12 November 2024 – Saroj Saurya, Loïc Lannelongue and Florijn Dekkers were three of the six shortlisted candidates for the EMBO Lab Sustainability Award. They talk about their inspiration and introduce their collaborative projects with their successes and challenges here.
Suffering sea-life
“When I watched the Blue Planet II series by David Attenborough and saw the devastating impact of plastic in the oceans, I knew I needed to make a change in the lab,” says Saroj Saurya of the Sir William Dunn School of Pathology, University of Oxford, UK. Like many others worldwide, she was inspired by the hugely successful series on marine life she watched in 2019. The COVID pandemic also provided an opportunity for reflection. Saurya recalls: “The pandemic has helped me to prioritize environmental sustainability, and I learned a lot about sustainable practices online.”
Saurya introduced protocols for washing and reusing plastic materials in the Raff lab, where she is the postdoctoral laboratory manager. She began with fruit fly embryo collection plates, which didn’t need to be sterile, and expanded the efforts to include fly vials, gloves, 50ml tubes, DNA prep columns, agar plates and protein collection tubes. These practices spread throughout the Dunn School; glove recycling boxes and centralized washing for 50ml tubes became the norm.
As current chair of the Dunn School Green Group, Saurya played an important role in advocating for greener practices. All labs have now received the LEAF Gold Award, an achievement that can enhance grant applications. The group also launched a monthly green award to encourage far-reaching involvement and led the impactful food rescue initiative: volunteers collect surplus food from supermarkets and redistribute it to those in need or within the Dunn School. Despite these success, ongoing challenges remain, particularly the time and costs associated with reusing lab plastics. Saurya notes: “Plastic is still too cheap to see lasting changes in the lab practices everywhere.”
Blazing bushfires
Like Saurya, Loïc Lannelongue was inspired to work on sustainability by seeing the impact humans have on nature. He witnessed it during video calls with his PhD supervisor and colleagues in Melbourne in early 2020, where one of the most catastrophic bushfires Australia had ever seen was raging. “The background was deep red smoke. They had to put adhesive tape and clingfilm on their windows to keep it out,” he says. “I knew about climate change, of course, but this hit a bit closer to home.” This experience, and a publication on the carbon footprint of natural language processing, prompted Lannelongue and the computational biology lab he worked in at the University of Cambridge, UK, to think about the carbon footprint of their research.
Keen for a change from his PhD project, Lannelongue took on what he thought would be a two-week project to estimate the footprint. But he quickly realized that there was no resource available to calculate it for computational research. He spent about a year developing an open source online calculator, which can be used for any field of research now. He is grateful for the support from his supervisor: “I just had the freedom to pursue the sustainability project, which was very fortunate. Most people have to do it in their spare time, which is completely unmanageable.”
Now a research associate, Lannelongue continues to balance his work on the Green Algorithms project with biomedical research. He is both working on a calculator for high performance computing, and, in his radiogenomics research, combining medical imaging with genetics and AI to understand cardiovascular diseases.
Feeling injustice
Florijn Dekkers had been a biomedical scientist for more than ten years when she started working on sustainability. She initially pursued it part-time, but soon found that all her energy was going into the initiatives. Today, she has several roles in accelerating the transition to sustainable healthcare and science as scientific coordinator of Circular Safe Hospitals and planetary health expert at the UMC Utrecht, the Netherlands. “It was quite a big decision, but it was the best thing that I’ve done,” she comments.
Together with others, Dekkers started the Green Labs NL foundation. Among its activities were rolling out LEAF in the country and organizing an event for funding agencies with the aim of sparking a green movement. Dekkers also has a role in education, which has become a major focus of Green Labs NL. The team has helped develop two e-learning modules, on general sustainable science practices and on sustainable laboratory research, and also brought together the education community to share insights and best practices.
Her motivation comes from a love of nature and realizing the injustice of her own research towards it. It included cloud storage of many terabytes of data and flying to conferences all over the world, which was in stark contrast to the sustainability measures Dekkers had implemented at home. Starting a family with two children and the burning question “What do I tell them later?” made her feel even more urgency. “Give people options and actions. Don’t stop after the urgency,” she says about convincing others. She also makes sure to explain benefits beyond sustainability— for example, that a data cleaning challenge can not only save energy, but also costs—to convey a positive feeling.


### AIM OF THE EXERCISE:
All of the data should be given again word for word, though the images are to be left out.

### SOURCE RECORDS:
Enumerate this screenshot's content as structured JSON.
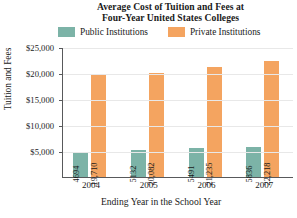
{
  "chart_data": {
    "type": "bar",
    "title": "Average Cost of Tuition and Fees at Four-Year United States Colleges",
    "title_lines": [
      "Average Cost of Tuition and Fees at",
      "Four-Year United States Colleges"
    ],
    "xlabel": "Ending Year in the School Year",
    "ylabel": "Tuition and Fees",
    "categories": [
      "2004",
      "2005",
      "2006",
      "2007"
    ],
    "series": [
      {
        "name": "Public Institutions",
        "color": "#7cb3a7",
        "values": [
          4694,
          5132,
          5491,
          5836
        ],
        "labels": [
          "4694",
          "5132",
          "5491",
          "5836"
        ]
      },
      {
        "name": "Private Institutions",
        "color": "#f4a460",
        "values": [
          19710,
          20082,
          21235,
          22218
        ],
        "labels": [
          "19,710",
          "20,082",
          "21,235",
          "22,218"
        ]
      }
    ],
    "ylim": [
      0,
      25000
    ],
    "yticks": [
      5000,
      10000,
      15000,
      20000,
      25000
    ],
    "ytick_labels": [
      "$5,000",
      "$10,000",
      "$15,000",
      "$20,000",
      "$25,000"
    ],
    "grid": true,
    "legend_position": "top"
  }
}
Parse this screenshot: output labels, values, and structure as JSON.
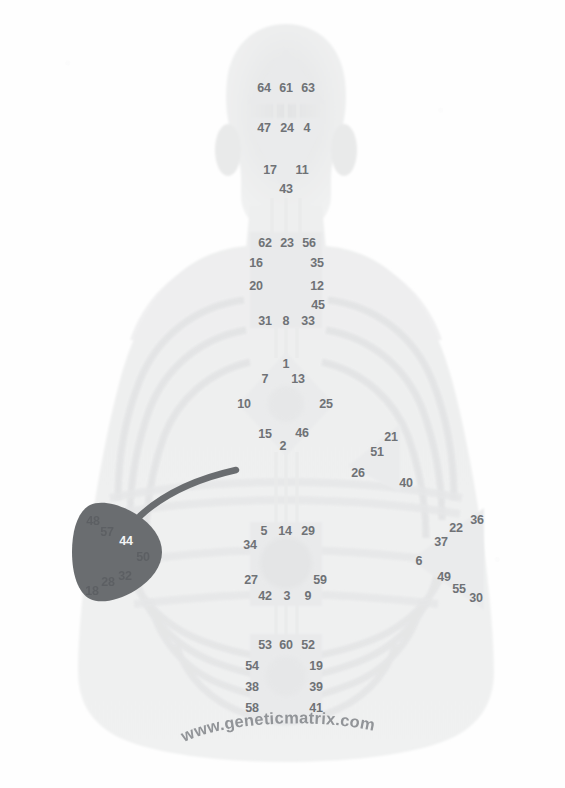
{
  "image": {
    "title": "Human Design BodyGraph over body silhouette",
    "watermark": "www.geneticmatrix.com"
  },
  "colors": {
    "background": "#ffffff",
    "silhouette": "#eceded",
    "silhouette_edge": "#e3e4e5",
    "center_fill": "#e7e8e9",
    "channel": "#ededee",
    "gate_text": "#6f7276",
    "highlight_fill": "#6a6d70",
    "highlight_text": "#f4f5f6",
    "pointer_line": "#6a6d70",
    "watermark_text": "#8d9094"
  },
  "highlight": {
    "center": "spleen",
    "label": "44",
    "note": "spleen center shaded dark with curved pointer line"
  },
  "centers": [
    {
      "name": "head",
      "shape": "triangle-up",
      "gates": [
        {
          "number": "64",
          "x": 264,
          "y": 88
        },
        {
          "number": "61",
          "x": 286,
          "y": 88
        },
        {
          "number": "63",
          "x": 308,
          "y": 88
        }
      ]
    },
    {
      "name": "ajna",
      "shape": "triangle-down",
      "gates": [
        {
          "number": "47",
          "x": 264,
          "y": 128
        },
        {
          "number": "24",
          "x": 287,
          "y": 128
        },
        {
          "number": "4",
          "x": 307,
          "y": 128
        },
        {
          "number": "17",
          "x": 270,
          "y": 170
        },
        {
          "number": "11",
          "x": 302,
          "y": 170
        },
        {
          "number": "43",
          "x": 286,
          "y": 189
        }
      ]
    },
    {
      "name": "throat",
      "shape": "square",
      "gates": [
        {
          "number": "62",
          "x": 265,
          "y": 243
        },
        {
          "number": "23",
          "x": 287,
          "y": 243
        },
        {
          "number": "56",
          "x": 309,
          "y": 243
        },
        {
          "number": "16",
          "x": 256,
          "y": 263
        },
        {
          "number": "35",
          "x": 317,
          "y": 263
        },
        {
          "number": "20",
          "x": 256,
          "y": 286
        },
        {
          "number": "12",
          "x": 317,
          "y": 286
        },
        {
          "number": "45",
          "x": 318,
          "y": 305
        },
        {
          "number": "31",
          "x": 265,
          "y": 321
        },
        {
          "number": "8",
          "x": 286,
          "y": 321
        },
        {
          "number": "33",
          "x": 308,
          "y": 321
        }
      ]
    },
    {
      "name": "g-center",
      "shape": "diamond",
      "gates": [
        {
          "number": "1",
          "x": 286,
          "y": 364
        },
        {
          "number": "7",
          "x": 265,
          "y": 379
        },
        {
          "number": "13",
          "x": 298,
          "y": 379
        },
        {
          "number": "10",
          "x": 244,
          "y": 404
        },
        {
          "number": "25",
          "x": 326,
          "y": 404
        },
        {
          "number": "15",
          "x": 265,
          "y": 434
        },
        {
          "number": "46",
          "x": 302,
          "y": 433
        },
        {
          "number": "2",
          "x": 283,
          "y": 446
        }
      ]
    },
    {
      "name": "heart",
      "shape": "triangle-left",
      "gates": [
        {
          "number": "21",
          "x": 391,
          "y": 437
        },
        {
          "number": "51",
          "x": 377,
          "y": 452
        },
        {
          "number": "26",
          "x": 358,
          "y": 473
        },
        {
          "number": "40",
          "x": 406,
          "y": 483
        }
      ]
    },
    {
      "name": "spleen",
      "shape": "triangle-right",
      "highlighted": true,
      "gates": [
        {
          "number": "48",
          "x": 93,
          "y": 521,
          "on_dark": true,
          "dim": true
        },
        {
          "number": "57",
          "x": 107,
          "y": 532,
          "on_dark": true,
          "dim": true
        },
        {
          "number": "44",
          "x": 126,
          "y": 541,
          "on_dark": true,
          "white": true
        },
        {
          "number": "50",
          "x": 143,
          "y": 557,
          "on_dark": true,
          "dim": true
        },
        {
          "number": "32",
          "x": 125,
          "y": 576,
          "on_dark": true,
          "dim": true
        },
        {
          "number": "28",
          "x": 108,
          "y": 582,
          "on_dark": true,
          "dim": true
        },
        {
          "number": "18",
          "x": 92,
          "y": 591,
          "on_dark": true,
          "dim": true
        }
      ]
    },
    {
      "name": "solar-plexus",
      "shape": "triangle-right",
      "gates": [
        {
          "number": "36",
          "x": 477,
          "y": 520
        },
        {
          "number": "22",
          "x": 456,
          "y": 528
        },
        {
          "number": "37",
          "x": 441,
          "y": 542
        },
        {
          "number": "6",
          "x": 419,
          "y": 561
        },
        {
          "number": "49",
          "x": 444,
          "y": 577
        },
        {
          "number": "55",
          "x": 459,
          "y": 589
        },
        {
          "number": "30",
          "x": 476,
          "y": 598
        }
      ]
    },
    {
      "name": "sacral",
      "shape": "square",
      "gates": [
        {
          "number": "5",
          "x": 264,
          "y": 531
        },
        {
          "number": "14",
          "x": 285,
          "y": 531
        },
        {
          "number": "29",
          "x": 308,
          "y": 531
        },
        {
          "number": "34",
          "x": 250,
          "y": 545
        },
        {
          "number": "27",
          "x": 251,
          "y": 580
        },
        {
          "number": "59",
          "x": 320,
          "y": 580
        },
        {
          "number": "42",
          "x": 265,
          "y": 596
        },
        {
          "number": "3",
          "x": 287,
          "y": 596
        },
        {
          "number": "9",
          "x": 308,
          "y": 596
        }
      ]
    },
    {
      "name": "root",
      "shape": "square",
      "gates": [
        {
          "number": "53",
          "x": 265,
          "y": 645
        },
        {
          "number": "60",
          "x": 286,
          "y": 645
        },
        {
          "number": "52",
          "x": 308,
          "y": 645
        },
        {
          "number": "54",
          "x": 252,
          "y": 666
        },
        {
          "number": "19",
          "x": 316,
          "y": 666
        },
        {
          "number": "38",
          "x": 252,
          "y": 687
        },
        {
          "number": "39",
          "x": 316,
          "y": 687
        },
        {
          "number": "58",
          "x": 252,
          "y": 708
        },
        {
          "number": "41",
          "x": 316,
          "y": 708
        }
      ]
    }
  ]
}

### TASK OUTPUT:
Enumerate this screenshot's content as structured JSON.
{
  "chart_data": {
    "type": "bar",
    "title": "Average Cost of Tuition and Fees at Four-Year United States Colleges",
    "title_lines": [
      "Average Cost of Tuition and Fees at",
      "Four-Year United States Colleges"
    ],
    "xlabel": "Ending Year in the School Year",
    "ylabel": "Tuition and Fees",
    "categories": [
      "2004",
      "2005",
      "2006",
      "2007"
    ],
    "series": [
      {
        "name": "Public Institutions",
        "color": "#7cb3a7",
        "values": [
          4694,
          5132,
          5491,
          5836
        ],
        "labels": [
          "4694",
          "5132",
          "5491",
          "5836"
        ]
      },
      {
        "name": "Private Institutions",
        "color": "#f4a460",
        "values": [
          19710,
          20082,
          21235,
          22218
        ],
        "labels": [
          "19,710",
          "20,082",
          "21,235",
          "22,218"
        ]
      }
    ],
    "ylim": [
      0,
      25000
    ],
    "yticks": [
      5000,
      10000,
      15000,
      20000,
      25000
    ],
    "ytick_labels": [
      "$5,000",
      "$10,000",
      "$15,000",
      "$20,000",
      "$25,000"
    ],
    "grid": true,
    "legend_position": "top"
  }
}
Parse this screenshot: output labels, values, and structure as JSON.
{
  "image": {
    "title": "Human Design BodyGraph over body silhouette",
    "watermark": "www.geneticmatrix.com"
  },
  "colors": {
    "background": "#ffffff",
    "silhouette": "#eceded",
    "silhouette_edge": "#e3e4e5",
    "center_fill": "#e7e8e9",
    "channel": "#ededee",
    "gate_text": "#6f7276",
    "highlight_fill": "#6a6d70",
    "highlight_text": "#f4f5f6",
    "pointer_line": "#6a6d70",
    "watermark_text": "#8d9094"
  },
  "highlight": {
    "center": "spleen",
    "label": "44",
    "note": "spleen center shaded dark with curved pointer line"
  },
  "centers": [
    {
      "name": "head",
      "shape": "triangle-up",
      "gates": [
        {
          "number": "64",
          "x": 264,
          "y": 88
        },
        {
          "number": "61",
          "x": 286,
          "y": 88
        },
        {
          "number": "63",
          "x": 308,
          "y": 88
        }
      ]
    },
    {
      "name": "ajna",
      "shape": "triangle-down",
      "gates": [
        {
          "number": "47",
          "x": 264,
          "y": 128
        },
        {
          "number": "24",
          "x": 287,
          "y": 128
        },
        {
          "number": "4",
          "x": 307,
          "y": 128
        },
        {
          "number": "17",
          "x": 270,
          "y": 170
        },
        {
          "number": "11",
          "x": 302,
          "y": 170
        },
        {
          "number": "43",
          "x": 286,
          "y": 189
        }
      ]
    },
    {
      "name": "throat",
      "shape": "square",
      "gates": [
        {
          "number": "62",
          "x": 265,
          "y": 243
        },
        {
          "number": "23",
          "x": 287,
          "y": 243
        },
        {
          "number": "56",
          "x": 309,
          "y": 243
        },
        {
          "number": "16",
          "x": 256,
          "y": 263
        },
        {
          "number": "35",
          "x": 317,
          "y": 263
        },
        {
          "number": "20",
          "x": 256,
          "y": 286
        },
        {
          "number": "12",
          "x": 317,
          "y": 286
        },
        {
          "number": "45",
          "x": 318,
          "y": 305
        },
        {
          "number": "31",
          "x": 265,
          "y": 321
        },
        {
          "number": "8",
          "x": 286,
          "y": 321
        },
        {
          "number": "33",
          "x": 308,
          "y": 321
        }
      ]
    },
    {
      "name": "g-center",
      "shape": "diamond",
      "gates": [
        {
          "number": "1",
          "x": 286,
          "y": 364
        },
        {
          "number": "7",
          "x": 265,
          "y": 379
        },
        {
          "number": "13",
          "x": 298,
          "y": 379
        },
        {
          "number": "10",
          "x": 244,
          "y": 404
        },
        {
          "number": "25",
          "x": 326,
          "y": 404
        },
        {
          "number": "15",
          "x": 265,
          "y": 434
        },
        {
          "number": "46",
          "x": 302,
          "y": 433
        },
        {
          "number": "2",
          "x": 283,
          "y": 446
        }
      ]
    },
    {
      "name": "heart",
      "shape": "triangle-left",
      "gates": [
        {
          "number": "21",
          "x": 391,
          "y": 437
        },
        {
          "number": "51",
          "x": 377,
          "y": 452
        },
        {
          "number": "26",
          "x": 358,
          "y": 473
        },
        {
          "number": "40",
          "x": 406,
          "y": 483
        }
      ]
    },
    {
      "name": "spleen",
      "shape": "triangle-right",
      "highlighted": true,
      "gates": [
        {
          "number": "48",
          "x": 93,
          "y": 521,
          "on_dark": true,
          "dim": true
        },
        {
          "number": "57",
          "x": 107,
          "y": 532,
          "on_dark": true,
          "dim": true
        },
        {
          "number": "44",
          "x": 126,
          "y": 541,
          "on_dark": true,
          "white": true
        },
        {
          "number": "50",
          "x": 143,
          "y": 557,
          "on_dark": true,
          "dim": true
        },
        {
          "number": "32",
          "x": 125,
          "y": 576,
          "on_dark": true,
          "dim": true
        },
        {
          "number": "28",
          "x": 108,
          "y": 582,
          "on_dark": true,
          "dim": true
        },
        {
          "number": "18",
          "x": 92,
          "y": 591,
          "on_dark": true,
          "dim": true
        }
      ]
    },
    {
      "name": "solar-plexus",
      "shape": "triangle-right",
      "gates": [
        {
          "number": "36",
          "x": 477,
          "y": 520
        },
        {
          "number": "22",
          "x": 456,
          "y": 528
        },
        {
          "number": "37",
          "x": 441,
          "y": 542
        },
        {
          "number": "6",
          "x": 419,
          "y": 561
        },
        {
          "number": "49",
          "x": 444,
          "y": 577
        },
        {
          "number": "55",
          "x": 459,
          "y": 589
        },
        {
          "number": "30",
          "x": 476,
          "y": 598
        }
      ]
    },
    {
      "name": "sacral",
      "shape": "square",
      "gates": [
        {
          "number": "5",
          "x": 264,
          "y": 531
        },
        {
          "number": "14",
          "x": 285,
          "y": 531
        },
        {
          "number": "29",
          "x": 308,
          "y": 531
        },
        {
          "number": "34",
          "x": 250,
          "y": 545
        },
        {
          "number": "27",
          "x": 251,
          "y": 580
        },
        {
          "number": "59",
          "x": 320,
          "y": 580
        },
        {
          "number": "42",
          "x": 265,
          "y": 596
        },
        {
          "number": "3",
          "x": 287,
          "y": 596
        },
        {
          "number": "9",
          "x": 308,
          "y": 596
        }
      ]
    },
    {
      "name": "root",
      "shape": "square",
      "gates": [
        {
          "number": "53",
          "x": 265,
          "y": 645
        },
        {
          "number": "60",
          "x": 286,
          "y": 645
        },
        {
          "number": "52",
          "x": 308,
          "y": 645
        },
        {
          "number": "54",
          "x": 252,
          "y": 666
        },
        {
          "number": "19",
          "x": 316,
          "y": 666
        },
        {
          "number": "38",
          "x": 252,
          "y": 687
        },
        {
          "number": "39",
          "x": 316,
          "y": 687
        },
        {
          "number": "58",
          "x": 252,
          "y": 708
        },
        {
          "number": "41",
          "x": 316,
          "y": 708
        }
      ]
    }
  ]
}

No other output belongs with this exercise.